The next trip report is from Brooks Davis:
I arrived in Ottawa on the 7th and spent the 7th and 8th on tourist activities and meeting informally with fellow developers. On the 8th the majority of Dev Summit attendees met at the Royal Oak pub for dinner.
May 9th
The Dev Summit kicked off with registration followed by an intro session by John Baldwin. I spent some time talking with other developers before attending a research group conference call. After lunch I attended the network stack session. We covered quite a bit of ground with major focuses on the need for an improved design for mbufs and on splitting the layer 2 and layer 3 portions of the network stack more cleanly to better manage the overhead at each level and to better align our data structures with the ways FreeBSD is used. The session was extremely popular with at least half of the developers at the summit attending. A larger room or more strict attendance control might have been a good thing for the room's climate control.

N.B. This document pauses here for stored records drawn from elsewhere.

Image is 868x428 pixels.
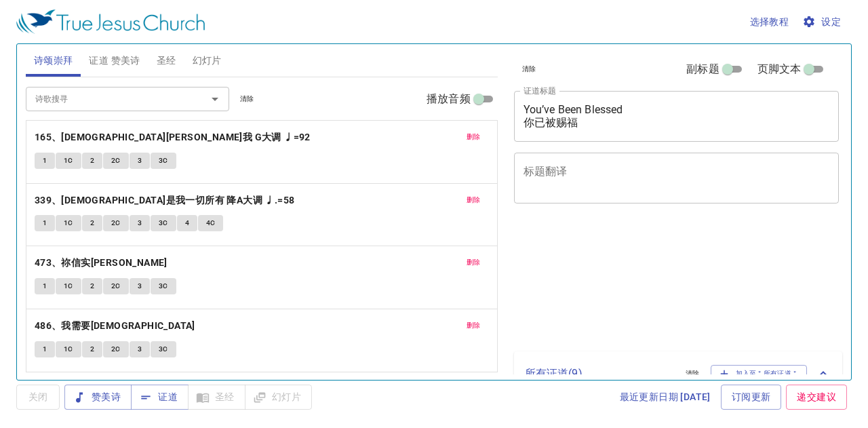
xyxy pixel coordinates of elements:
[206,89,225,109] button: Open
[103,341,128,358] button: 2C
[103,153,128,169] button: 2C
[90,280,95,293] span: 2
[458,318,489,333] button: 删除
[63,217,73,229] span: 1C
[131,385,188,410] button: 证道
[34,52,73,69] span: 诗颂崇拜
[620,389,711,405] span: 最近更新日期 [DATE]
[159,217,168,229] span: 3C
[159,155,168,167] span: 3C
[514,61,544,77] button: 清除
[509,218,776,346] iframe: from-child
[82,215,102,231] button: 2
[43,343,47,355] span: 1
[63,343,73,355] span: 1C
[63,155,73,167] span: 1C
[35,215,55,231] button: 1
[185,217,189,229] span: 4
[786,385,847,410] a: 递交建议
[90,343,95,355] span: 2
[82,278,102,294] button: 2
[687,61,719,77] span: 副标题
[732,389,771,405] span: 订阅更新
[138,217,141,229] span: 3
[745,10,795,35] button: 选择教程
[35,318,195,334] b: 486、我需要[DEMOGRAPHIC_DATA]
[111,280,121,293] span: 2C
[129,341,150,358] button: 3
[458,254,489,271] button: 删除
[103,278,128,294] button: 2C
[76,389,121,405] span: 赞美诗
[525,365,674,382] p: 所有证道 ( 9 )
[64,385,132,410] button: 赞美诗
[720,367,799,380] span: 加入至＂所有证道＂
[16,10,205,34] img: True Jesus Church
[150,278,176,294] button: 3C
[103,215,128,231] button: 2C
[799,10,846,35] button: 设定
[111,217,121,229] span: 2C
[678,365,708,382] button: 清除
[150,153,176,169] button: 3C
[111,155,121,167] span: 2C
[523,63,536,76] span: 清除
[458,192,489,208] button: 删除
[797,389,836,405] span: 递交建议
[159,280,168,293] span: 3C
[129,278,150,294] button: 3
[111,343,121,355] span: 2C
[198,215,224,231] button: 4C
[686,367,700,380] span: 清除
[240,93,254,105] span: 清除
[35,341,55,358] button: 1
[56,153,82,169] button: 1C
[615,385,716,410] a: 最近更新日期 [DATE]
[458,128,489,145] button: 删除
[35,254,168,272] b: 473、祢信实[PERSON_NAME]
[35,192,295,209] b: 339、[DEMOGRAPHIC_DATA]是我一切所有 降A大调 ♩.=58
[90,155,95,167] span: 2
[138,343,141,355] span: 3
[721,385,782,410] a: 订阅更新
[43,217,47,229] span: 1
[129,215,150,231] button: 3
[467,319,481,332] span: 删除
[156,52,176,69] span: 圣经
[129,153,150,169] button: 3
[207,217,215,229] span: 4C
[138,280,141,293] span: 3
[35,128,311,146] b: 165、[DEMOGRAPHIC_DATA][PERSON_NAME]我 G大调 ♩=92
[159,343,168,355] span: 3C
[63,280,73,293] span: 1C
[150,215,176,231] button: 3C
[82,341,102,358] button: 2
[35,153,55,169] button: 1
[56,215,82,231] button: 1C
[90,217,95,229] span: 2
[467,131,481,143] span: 删除
[56,341,82,358] button: 1C
[35,192,297,209] button: 339、[DEMOGRAPHIC_DATA]是我一切所有 降A大调 ♩.=58
[89,52,140,69] span: 证道 赞美诗
[141,389,178,405] span: 证道
[56,278,82,294] button: 1C
[750,14,789,30] span: 选择教程
[514,352,843,396] div: 所有证道(9)清除加入至＂所有证道＂
[805,14,841,30] span: 设定
[35,318,197,334] button: 486、我需要[DEMOGRAPHIC_DATA]
[177,215,197,231] button: 4
[35,128,312,146] button: 165、[DEMOGRAPHIC_DATA][PERSON_NAME]我 G大调 ♩=92
[82,153,102,169] button: 2
[232,91,262,107] button: 清除
[138,155,141,167] span: 3
[711,365,808,383] button: 加入至＂所有证道＂
[467,194,481,207] span: 删除
[150,341,176,358] button: 3C
[43,155,47,167] span: 1
[35,254,169,272] button: 473、祢信实[PERSON_NAME]
[43,280,47,293] span: 1
[467,256,481,268] span: 删除
[35,278,55,294] button: 1
[758,61,802,77] span: 页脚文本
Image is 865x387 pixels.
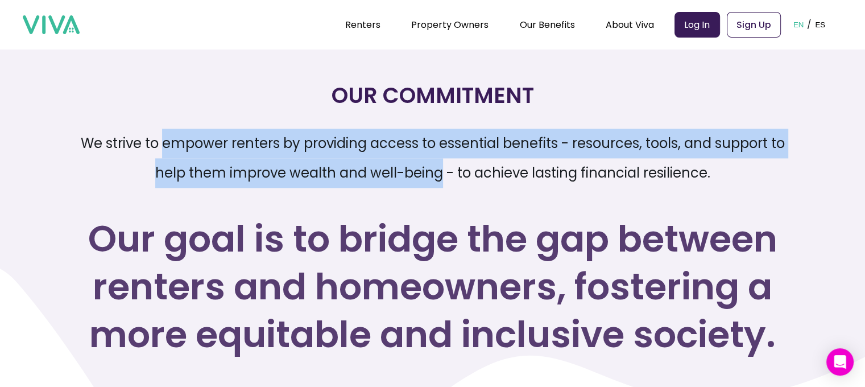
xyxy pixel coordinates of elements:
[23,15,80,35] img: viva
[68,81,797,110] h2: Our Commitment
[790,7,807,42] button: EN
[606,10,654,39] div: About Viva
[345,18,380,31] a: Renters
[727,12,781,38] a: Sign Up
[807,16,811,33] p: /
[68,128,797,188] p: We strive to empower renters by providing access to essential benefits - resources, tools, and su...
[411,18,488,31] a: Property Owners
[674,12,720,38] a: Log In
[826,348,853,375] div: Open Intercom Messenger
[519,10,574,39] div: Our Benefits
[68,215,797,358] h3: Our goal is to bridge the gap between renters and homeowners, fostering a more equitable and incl...
[811,7,828,42] button: ES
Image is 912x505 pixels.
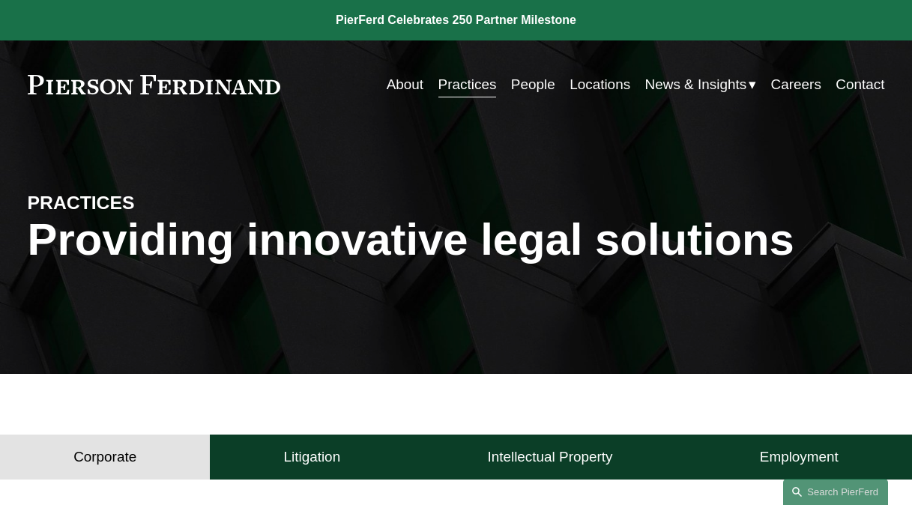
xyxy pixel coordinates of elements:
h4: Intellectual Property [487,448,612,466]
h4: Employment [760,448,838,466]
h4: PRACTICES [28,191,242,214]
a: Contact [835,70,884,99]
h4: Litigation [283,448,340,466]
h1: Providing innovative legal solutions [28,214,885,265]
h4: Corporate [73,448,136,466]
a: People [511,70,555,99]
a: folder dropdown [645,70,757,99]
a: About [387,70,423,99]
span: News & Insights [645,72,747,97]
a: Search this site [783,479,888,505]
a: Practices [438,70,497,99]
a: Careers [771,70,821,99]
a: Locations [569,70,630,99]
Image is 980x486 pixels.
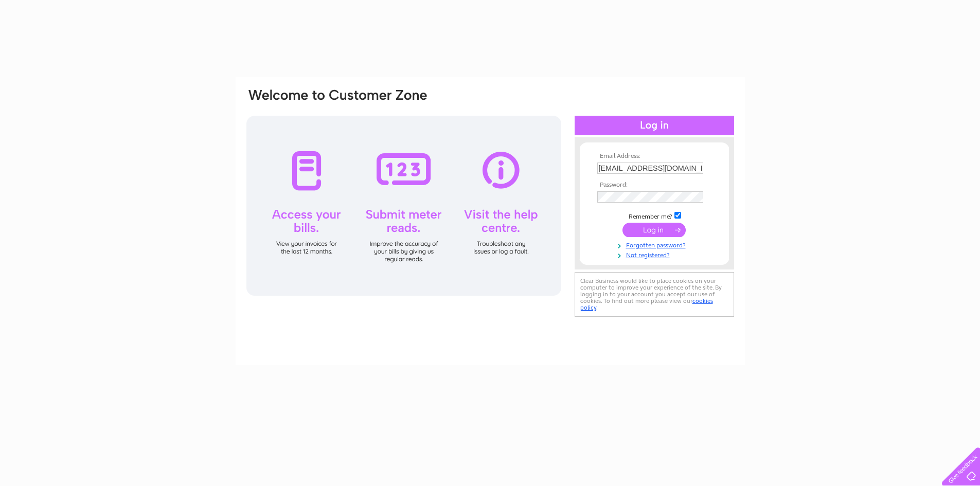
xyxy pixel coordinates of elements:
input: Submit [622,223,685,237]
div: Clear Business would like to place cookies on your computer to improve your experience of the sit... [575,272,734,317]
th: Password: [595,182,714,188]
th: Email Address: [595,153,714,160]
a: Not registered? [597,249,714,259]
td: Remember me? [595,210,714,221]
a: Forgotten password? [597,240,714,249]
a: cookies policy [580,297,713,311]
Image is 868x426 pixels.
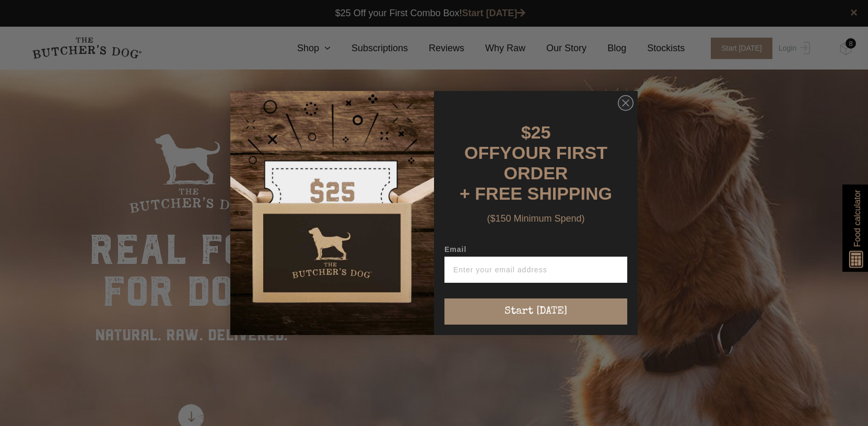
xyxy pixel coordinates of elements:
label: Email [444,245,627,256]
button: Start [DATE] [444,298,627,324]
span: $25 OFF [465,122,550,163]
input: Enter your email address [444,256,627,283]
button: Close dialog [618,95,634,111]
span: ($150 Minimum Spend) [487,213,585,224]
img: d0d537dc-5429-4832-8318-9955428ea0a1.jpeg [230,91,434,335]
span: YOUR FIRST ORDER + FREE SHIPPING [459,142,612,203]
span: Food calculator [851,189,863,247]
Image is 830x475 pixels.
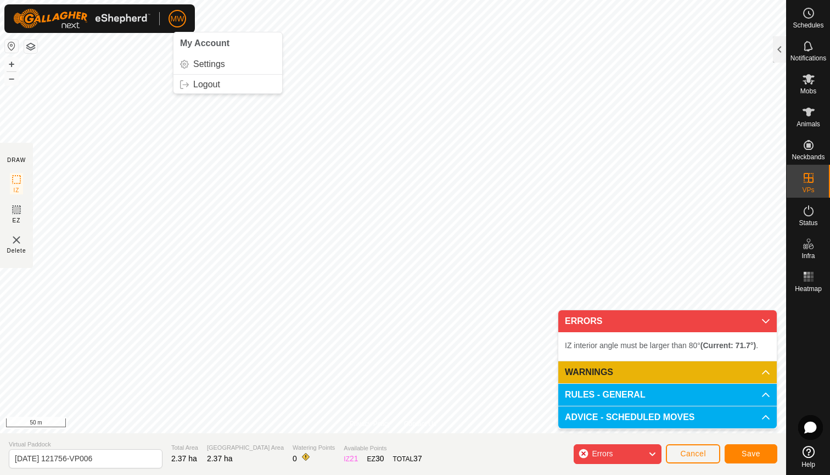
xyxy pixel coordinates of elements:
span: Notifications [791,55,827,62]
div: EZ [367,453,384,465]
span: [GEOGRAPHIC_DATA] Area [207,443,284,453]
p-accordion-header: ADVICE - SCHEDULED MOVES [559,406,777,428]
span: MW [171,13,185,25]
div: IZ [344,453,358,465]
span: Available Points [344,444,422,453]
a: Privacy Policy [350,419,391,429]
span: My Account [180,38,230,48]
span: Save [742,449,761,458]
span: EZ [13,216,21,225]
p-accordion-header: RULES - GENERAL [559,384,777,406]
span: Schedules [793,22,824,29]
span: 30 [376,454,384,463]
span: Mobs [801,88,817,94]
div: TOTAL [393,453,422,465]
button: Save [725,444,778,464]
span: Status [799,220,818,226]
b: (Current: 71.7°) [701,341,756,350]
span: ADVICE - SCHEDULED MOVES [565,413,695,422]
span: 2.37 ha [171,454,197,463]
span: Virtual Paddock [9,440,163,449]
span: Settings [193,60,225,69]
span: Watering Points [293,443,335,453]
button: + [5,58,18,71]
a: Logout [174,76,282,93]
a: Help [787,442,830,472]
div: DRAW [7,156,26,164]
span: Logout [193,80,220,89]
span: VPs [802,187,815,193]
a: Settings [174,55,282,73]
span: Infra [802,253,815,259]
span: IZ [14,186,20,194]
p-accordion-content: ERRORS [559,332,777,361]
span: 21 [350,454,359,463]
span: Delete [7,247,26,255]
span: WARNINGS [565,368,613,377]
span: Neckbands [792,154,825,160]
span: 2.37 ha [207,454,233,463]
span: ERRORS [565,317,603,326]
span: Errors [592,449,613,458]
span: Heatmap [795,286,822,292]
span: RULES - GENERAL [565,391,646,399]
span: Animals [797,121,821,127]
span: Cancel [680,449,706,458]
p-accordion-header: WARNINGS [559,361,777,383]
p-accordion-header: ERRORS [559,310,777,332]
button: Reset Map [5,40,18,53]
span: 37 [414,454,422,463]
button: Map Layers [24,40,37,53]
img: Gallagher Logo [13,9,150,29]
a: Contact Us [404,419,437,429]
span: Help [802,461,816,468]
img: VP [10,233,23,247]
button: – [5,72,18,85]
span: Total Area [171,443,198,453]
button: Cancel [666,444,721,464]
span: 0 [293,454,297,463]
span: IZ interior angle must be larger than 80° . [565,341,758,350]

After a full day of developers summit, a large portion of us stayed on for the vendor summit. At the vendor summit we produced the now usual lists of things different organizations have contributed, would like to contribute, and needed. The summit felt productive and upbeat with lots of organizations having things to share and a strong interest in joint projects where practical.
May 10th
On the second day of the Dev Summit I started out in the Admins meeting. It suffered from excessive attendance, probably due to being in the primary room, but was reasonably productive. It was followed by the Toolchain summit which was very well attended. I ran that meeting largely as an open discussion of status and plans. The main short term toolchain issue is that we need a plan and timeline to throw the switch for clang to be the default compiler in 10 for at least i386 and amd64. That depends on more ports being fixed and/or a better framework for a switchable ports compiler. Work is in progress on both, but we're probably approaching the point where we need to set a schedule for the switch to drive the
final cleanups.
The toolchain summit was followed by lunch, working group reports, and a discussion of 10.0-RELEASE. We then had an excellent communal Thai food dinner.
May 11th and 12th
On the first day of the main conference I attended the talks "An Overview of Locking in the FreeBSD Kernel" by Kirk McKusick, "auditdistd-- Secure reliable distribution of audit trail files" by Pawal Jakub Dawidek, "State of 802.11 in FreeBSD" by Adrian Chadd, "Capsicum" by Robert Watson, "FusionIO and FreeBSD" by Julian Elischer, and "Work on callout(9)" by Davide Italiano. On the second day I attended "Overview of Amazon Web Services" by Randi Harper where she announced an AWS based portsnap mirror, "pkgng - Modernising FreeBSD package management" by Baptiste Daroussin, and the closing session. I would have liked to attend several other talks including "Ethernet Switch Framework" by Stefan Bethke and "Solaris Boot Environments for FreeBSD" by Nikolai Lifanov but several conflicts arose. All in all the talk schedule was engaging and I several times I wished for more copies of me to attend the talks.
BSDCan 2012 was another great experience. I hope that next year's 10th edition can live up to the past nine years!